He knelt beside me and put his hand next to mine. His sensory interface was better than mine, more advanced. He turned his face to me.
“Feel anything?”
He nodded. “Something.” Shir dug deeper with both hands. “It doesn’t feel compacted.” He sniffed. “And the smell is ordinary,” he added.
“Nothing burned or destroyed. I don’t think it crashed here.”
Shir nodded, slowly, and stared at the darkness in front of us. “It grew up here?”
His processing interfaces were better than mine, but my intuition was much better than his.
“Appeared,” I said, quietly, “and swallowed up everything around it.”
Shir stopped breathing.
“This is a space-warp field,” I said. He nodded. I could almost hear his memories reappearing. We both had memories of all those invasions since the very first one, which also began with a warp field. Only that one had appeared in the middle of the ocean, split into dozens of smaller fields and spread all over the planet within days. While this sphere just… stood here.
Shir pulled his hands out of the ground. “Do you want to call… Them?”
“No,” I replied in a hurry, before he could send a query to Central. I pulled my own hands out of the ground and shook off the dirt. “And neither do you.”
Shir shook his head and said, not looking at me, “I don’t. But if it’s another invasion….” He looked at me. “Too late to transfer to Fraud Division?” He smiled.
“You really fancy their light implants, don’t you?” I gave him a hand. He took it and I pulled him up.
“Plus the fact that they don’t have to charge off into unidentified alien spaceships.”
I nodded. “How old is your backup?”
“Twenty-eight minutes, after I disconnected from the bubble.”
I patted his shoulder. “Well, then everything is alright.”
Shir rolled his eyes. “You really like reconstructing, don’t you?”
Instead of answering him, I sent a data cluster to my backup, turned around, and gestured, “After you, Assistant Regional Inspector Ben-Yair.”
Shir smiled and offered me a sloppy salute. “Affirmative, Deputy Regional Inspector Potashnik, Ma’am.” He started walking towards the darkness. “Congratulations on your promotion, by the way,” he said, stopping one step away from the sphere. “Didn’t have time to say this day before yesterday.”
“Yes you did.” I stopped beside him. “And congratulating me twice won’t change the fact that you owe me a cherry pizza for getting ahead of you.”
“It’s abominable and I won’t have it!” Shir was saying the right words, but his voice was too strained for the quip to work.
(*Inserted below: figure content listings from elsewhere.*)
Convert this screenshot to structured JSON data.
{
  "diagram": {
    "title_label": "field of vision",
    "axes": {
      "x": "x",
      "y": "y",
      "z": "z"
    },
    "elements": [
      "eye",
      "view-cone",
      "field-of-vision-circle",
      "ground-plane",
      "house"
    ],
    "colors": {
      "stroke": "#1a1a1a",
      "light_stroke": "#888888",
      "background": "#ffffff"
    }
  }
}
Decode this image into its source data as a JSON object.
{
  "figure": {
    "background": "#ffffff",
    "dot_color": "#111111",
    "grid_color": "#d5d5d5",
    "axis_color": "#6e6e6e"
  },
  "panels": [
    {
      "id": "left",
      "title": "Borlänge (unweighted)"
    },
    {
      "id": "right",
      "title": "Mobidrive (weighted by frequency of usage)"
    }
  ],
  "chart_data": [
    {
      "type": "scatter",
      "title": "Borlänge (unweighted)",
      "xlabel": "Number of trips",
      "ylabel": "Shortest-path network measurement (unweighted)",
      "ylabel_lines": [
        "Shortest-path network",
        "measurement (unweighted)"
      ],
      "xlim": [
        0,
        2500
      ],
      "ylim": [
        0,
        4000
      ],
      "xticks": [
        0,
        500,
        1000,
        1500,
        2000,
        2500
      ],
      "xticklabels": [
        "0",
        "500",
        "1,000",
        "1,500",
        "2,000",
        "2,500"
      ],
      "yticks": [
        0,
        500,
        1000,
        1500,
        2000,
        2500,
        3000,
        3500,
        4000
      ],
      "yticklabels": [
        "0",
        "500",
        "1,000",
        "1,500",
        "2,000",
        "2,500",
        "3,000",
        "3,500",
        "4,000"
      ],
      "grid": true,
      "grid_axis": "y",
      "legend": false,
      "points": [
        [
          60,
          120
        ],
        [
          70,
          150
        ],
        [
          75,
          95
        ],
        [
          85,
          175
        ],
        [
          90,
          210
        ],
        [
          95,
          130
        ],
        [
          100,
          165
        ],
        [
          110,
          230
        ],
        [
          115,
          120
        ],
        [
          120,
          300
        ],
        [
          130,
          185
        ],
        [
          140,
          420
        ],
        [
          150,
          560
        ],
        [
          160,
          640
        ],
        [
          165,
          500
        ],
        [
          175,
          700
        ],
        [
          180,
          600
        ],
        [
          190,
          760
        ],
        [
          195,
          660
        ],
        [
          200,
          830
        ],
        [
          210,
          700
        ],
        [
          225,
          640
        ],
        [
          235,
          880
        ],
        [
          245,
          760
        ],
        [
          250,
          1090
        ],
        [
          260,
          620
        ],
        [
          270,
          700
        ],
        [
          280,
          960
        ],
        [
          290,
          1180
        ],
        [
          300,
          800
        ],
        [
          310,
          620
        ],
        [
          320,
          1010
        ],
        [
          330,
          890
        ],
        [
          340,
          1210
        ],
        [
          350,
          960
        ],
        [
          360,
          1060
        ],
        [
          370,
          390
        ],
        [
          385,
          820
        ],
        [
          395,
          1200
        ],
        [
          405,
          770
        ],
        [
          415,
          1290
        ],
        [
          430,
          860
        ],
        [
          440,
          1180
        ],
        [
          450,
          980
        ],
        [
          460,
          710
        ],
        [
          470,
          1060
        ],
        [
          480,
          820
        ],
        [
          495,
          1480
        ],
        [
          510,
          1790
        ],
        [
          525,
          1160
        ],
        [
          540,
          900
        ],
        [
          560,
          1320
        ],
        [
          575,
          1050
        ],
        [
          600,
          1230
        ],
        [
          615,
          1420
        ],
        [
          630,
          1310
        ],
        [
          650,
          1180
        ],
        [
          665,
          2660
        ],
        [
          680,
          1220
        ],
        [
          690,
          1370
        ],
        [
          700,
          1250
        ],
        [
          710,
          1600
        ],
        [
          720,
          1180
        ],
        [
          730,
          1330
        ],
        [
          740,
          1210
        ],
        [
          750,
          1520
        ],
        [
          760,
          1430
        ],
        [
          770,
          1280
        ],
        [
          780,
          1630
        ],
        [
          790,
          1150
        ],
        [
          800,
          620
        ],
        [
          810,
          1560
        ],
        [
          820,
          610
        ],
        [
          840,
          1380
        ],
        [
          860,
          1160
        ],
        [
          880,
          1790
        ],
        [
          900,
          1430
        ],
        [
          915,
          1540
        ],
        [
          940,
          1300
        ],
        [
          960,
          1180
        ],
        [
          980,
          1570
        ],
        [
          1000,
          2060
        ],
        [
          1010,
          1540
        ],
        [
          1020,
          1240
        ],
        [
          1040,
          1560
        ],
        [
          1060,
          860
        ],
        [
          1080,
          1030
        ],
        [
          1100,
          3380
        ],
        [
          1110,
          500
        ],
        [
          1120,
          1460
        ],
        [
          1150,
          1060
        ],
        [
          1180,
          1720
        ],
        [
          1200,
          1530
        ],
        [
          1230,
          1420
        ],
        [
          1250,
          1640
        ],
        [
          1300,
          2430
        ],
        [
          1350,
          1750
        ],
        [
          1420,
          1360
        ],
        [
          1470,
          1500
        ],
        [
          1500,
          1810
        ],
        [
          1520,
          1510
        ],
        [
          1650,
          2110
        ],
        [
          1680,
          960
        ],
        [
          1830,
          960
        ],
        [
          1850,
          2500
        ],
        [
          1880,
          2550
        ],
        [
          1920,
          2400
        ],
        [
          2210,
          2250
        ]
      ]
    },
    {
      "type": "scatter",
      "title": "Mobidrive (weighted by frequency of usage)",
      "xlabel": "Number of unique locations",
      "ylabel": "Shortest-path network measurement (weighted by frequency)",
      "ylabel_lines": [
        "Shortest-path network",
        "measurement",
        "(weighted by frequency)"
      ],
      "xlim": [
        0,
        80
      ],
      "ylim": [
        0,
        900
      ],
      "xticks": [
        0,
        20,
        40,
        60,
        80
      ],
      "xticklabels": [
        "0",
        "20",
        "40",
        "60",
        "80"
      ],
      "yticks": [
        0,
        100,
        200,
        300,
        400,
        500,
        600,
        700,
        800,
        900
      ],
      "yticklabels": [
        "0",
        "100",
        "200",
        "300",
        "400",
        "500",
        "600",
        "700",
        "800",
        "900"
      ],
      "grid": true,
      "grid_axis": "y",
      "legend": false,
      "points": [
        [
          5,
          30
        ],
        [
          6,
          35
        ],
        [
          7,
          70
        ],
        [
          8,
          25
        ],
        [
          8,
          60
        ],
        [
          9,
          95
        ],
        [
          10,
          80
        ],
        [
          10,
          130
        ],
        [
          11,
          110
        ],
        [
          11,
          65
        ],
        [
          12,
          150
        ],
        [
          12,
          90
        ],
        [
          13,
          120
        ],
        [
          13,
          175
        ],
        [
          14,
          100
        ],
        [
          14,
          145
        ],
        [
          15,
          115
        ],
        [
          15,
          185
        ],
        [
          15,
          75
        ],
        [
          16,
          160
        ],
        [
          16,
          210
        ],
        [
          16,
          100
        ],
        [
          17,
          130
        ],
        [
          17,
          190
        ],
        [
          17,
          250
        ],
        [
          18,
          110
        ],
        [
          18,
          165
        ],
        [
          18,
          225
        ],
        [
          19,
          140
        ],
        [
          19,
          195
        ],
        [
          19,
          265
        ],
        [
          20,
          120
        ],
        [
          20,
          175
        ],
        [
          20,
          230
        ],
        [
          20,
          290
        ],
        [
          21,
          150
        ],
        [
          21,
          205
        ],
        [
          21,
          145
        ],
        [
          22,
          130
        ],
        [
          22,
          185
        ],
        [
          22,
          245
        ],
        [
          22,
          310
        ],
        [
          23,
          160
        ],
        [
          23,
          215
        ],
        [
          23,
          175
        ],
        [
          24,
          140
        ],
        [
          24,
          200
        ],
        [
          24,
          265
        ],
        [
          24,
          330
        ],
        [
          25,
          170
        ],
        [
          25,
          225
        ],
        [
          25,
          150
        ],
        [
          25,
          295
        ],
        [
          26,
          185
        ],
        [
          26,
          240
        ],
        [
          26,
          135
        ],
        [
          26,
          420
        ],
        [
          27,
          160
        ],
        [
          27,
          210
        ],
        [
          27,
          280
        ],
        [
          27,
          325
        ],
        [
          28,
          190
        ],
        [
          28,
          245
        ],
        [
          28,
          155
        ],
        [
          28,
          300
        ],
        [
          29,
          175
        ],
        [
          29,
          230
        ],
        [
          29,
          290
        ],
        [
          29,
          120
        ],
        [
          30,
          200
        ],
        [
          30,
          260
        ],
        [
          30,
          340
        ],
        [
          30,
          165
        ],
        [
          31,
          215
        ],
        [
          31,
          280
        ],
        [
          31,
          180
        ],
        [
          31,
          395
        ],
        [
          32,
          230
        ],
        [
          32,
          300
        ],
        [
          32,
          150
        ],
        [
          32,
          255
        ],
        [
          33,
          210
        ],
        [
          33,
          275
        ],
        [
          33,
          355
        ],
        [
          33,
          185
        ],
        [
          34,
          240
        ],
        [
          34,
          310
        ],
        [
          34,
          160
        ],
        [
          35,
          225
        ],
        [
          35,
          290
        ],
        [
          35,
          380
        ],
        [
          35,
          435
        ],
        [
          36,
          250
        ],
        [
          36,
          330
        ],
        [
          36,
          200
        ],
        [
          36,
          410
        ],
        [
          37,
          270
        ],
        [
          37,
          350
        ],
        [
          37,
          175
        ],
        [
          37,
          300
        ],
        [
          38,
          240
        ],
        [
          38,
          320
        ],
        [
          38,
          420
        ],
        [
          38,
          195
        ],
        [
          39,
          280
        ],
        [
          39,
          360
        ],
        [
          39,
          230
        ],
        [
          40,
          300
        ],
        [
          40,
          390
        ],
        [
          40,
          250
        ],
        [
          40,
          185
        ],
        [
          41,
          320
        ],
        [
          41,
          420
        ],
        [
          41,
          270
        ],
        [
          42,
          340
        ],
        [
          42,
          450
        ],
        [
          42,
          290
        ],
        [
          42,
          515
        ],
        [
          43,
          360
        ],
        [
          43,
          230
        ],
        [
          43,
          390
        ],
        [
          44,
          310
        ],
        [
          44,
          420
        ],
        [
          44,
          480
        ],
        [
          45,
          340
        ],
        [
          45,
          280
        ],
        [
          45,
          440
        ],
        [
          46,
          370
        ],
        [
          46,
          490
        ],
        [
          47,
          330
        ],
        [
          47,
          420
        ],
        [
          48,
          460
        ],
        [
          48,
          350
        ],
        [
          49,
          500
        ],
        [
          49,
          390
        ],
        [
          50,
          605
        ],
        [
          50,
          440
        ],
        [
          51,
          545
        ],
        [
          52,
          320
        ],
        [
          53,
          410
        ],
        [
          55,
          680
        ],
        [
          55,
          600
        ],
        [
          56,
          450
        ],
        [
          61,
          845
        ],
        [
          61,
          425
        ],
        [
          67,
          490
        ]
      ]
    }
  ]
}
He hated reconstruction as much as I did, or even more so, because no one was waiting for him in the house he was returning to.
The soldiers had moved into attack positions, following an order I couldn’t hear. One of them saluted us. Shir and I interfaced for a joint countdown and started a simultaneous data streaming that went directly into our backups as well as to the other members of our unit. We breathed in together, breathed out together, laid our hands on the sphere together. The hard shell moved under my hand and softened in response to my touch.
Data exploded into my interface. I sent out as much as I could. I remembered how it felt. Just as it did in the Superiors’ invasion. Then we hadn’t been fast enough, and our reconstructions lacked data. We have changed our procedures since. Come the following invasions, self-destruct was timed so that as much information as possible will have been sent out before we were destroyed.
I engaged self-destruct.
I was waiting for the pain, smashing and sharp, and then a first breath and opening my eyes in a darkened room. On my right-hand side, future replicates of myself, on my left, just empty pods. In front of me, Shir’s replicates, senseless, unconscious. I had counted the empty pods once, then deleted the information and left an instruction for myself never to do that again.
I stopped breathing and closed my eyes. The pain didn’t come. Neither did the awakening in a darkened room. Data streaming continued. I opened my eyes. Shir was standing beside me, looking every bit as flabbergasted as I felt. I ran a self-analysis. Destruction sequence had not been initiated. The analysis pronounced the sphere safe.
The soldiers never reacted. They were not part of the countdown. All they knew was that they had to shoot at anything coming out of the sphere.
“If we disconnect…,” I whispered.
Shir nodded but did not reply. Something had stopped our physical destruction.
The surface of the sphere quivered and dissolved. Shir and I stumbled directly into it. As we crossed over, I felt a small vibration in my consciousness, a vaguely familiar one. I wanted to send a query to the Cloud, but communication was blocked. The surface of the sphere closed tight behind us.
Shir turned to me. “We can initiate self-destruct. Destroy this thing from the inside.”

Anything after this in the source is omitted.